Rick Lowe, founder of Project Row Houses (PRH), was making billboard-sized political paintings in his Houston, Texas, studio in the 1980s when a visiting high school student challenged his work. As Lowe recounted to the New York Times in 2006, “If I was an artist, he said, why didn’t I come up with some kind of creative solution to issues instead of just telling people like him what they already knew. That was the defining moment that pushed me out of the studio.”

In 1993, Lowe and other artists and community activists bought 22 shotgun-style houses slated for demolition on a two-block site in Houston’s Third Ward, among the city’s oldest—and poorest—African-American neighborhoods. With seed funds from the National Endowment for the Arts and other foundations, the activists transformed the row houses into a new form of socially engaged art.
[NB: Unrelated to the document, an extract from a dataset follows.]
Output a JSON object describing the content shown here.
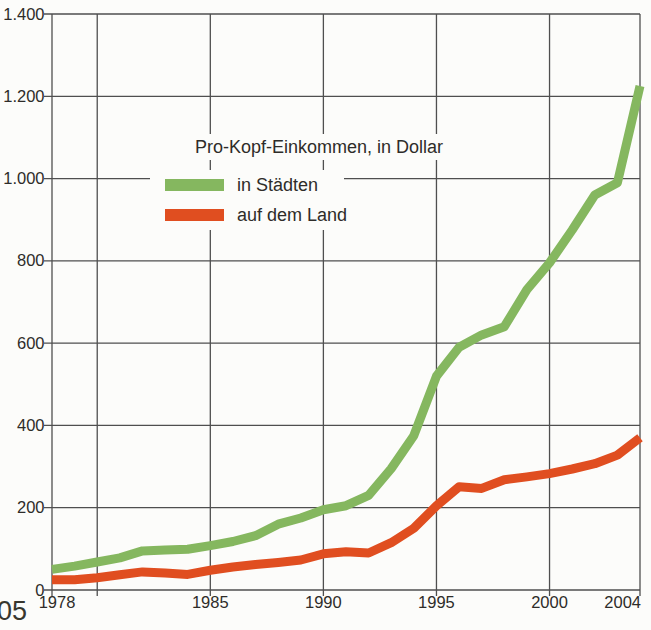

Since then, they have revitalized a blighted neighborhood—and preserved an historic one—with affordable housing for low-income residents, including artists and young mothers, and spaces for visiting artists, exhibitions, performances, and offices as well as a park and gardens. The group’s programs have involved local children, churches, schools, and community groups. More recently, PRH started a community development corporation to buy and renovate properties for mixed-income housing, artists’ spaces, and public uses to help slow gentrification in the adjacent Fourth Ward, another historically black neighborhood.

PRH is among the earliest and best-known examples of creating community and housing through art. The project is not easy to categorize. Is it art? Development? Social do-gooding? The project’s public art director Ryan Dennis says PRH was doing “social practice” before anyone knew what it was or what to call it. “The important thing about Project Row Houses,” says Dennis, “is that we’re constantly trying to respond to the needs of the community.”

Housing as Action

In recent years, increasing numbers of artists have developed housing or assisted in its development. Among them are public artists, cultural producers, and activists who identify themselves as artists, and their body of work is both physical and theoretical, pragmatic and utopian. It blurs the boundaries of everyday life and public art, and it can be made of sculpture, objects, and architecture, as well as ideas, action, and education.

Jeff Huebner is a Chicago-based art writer and journalist who writes frequently on public art. He is co-author, with Olivia Gude, of Urban Art Chicago: A Guide to Community Murals, Mosaics, and Sculptures.

Featured in Public Art Review #49.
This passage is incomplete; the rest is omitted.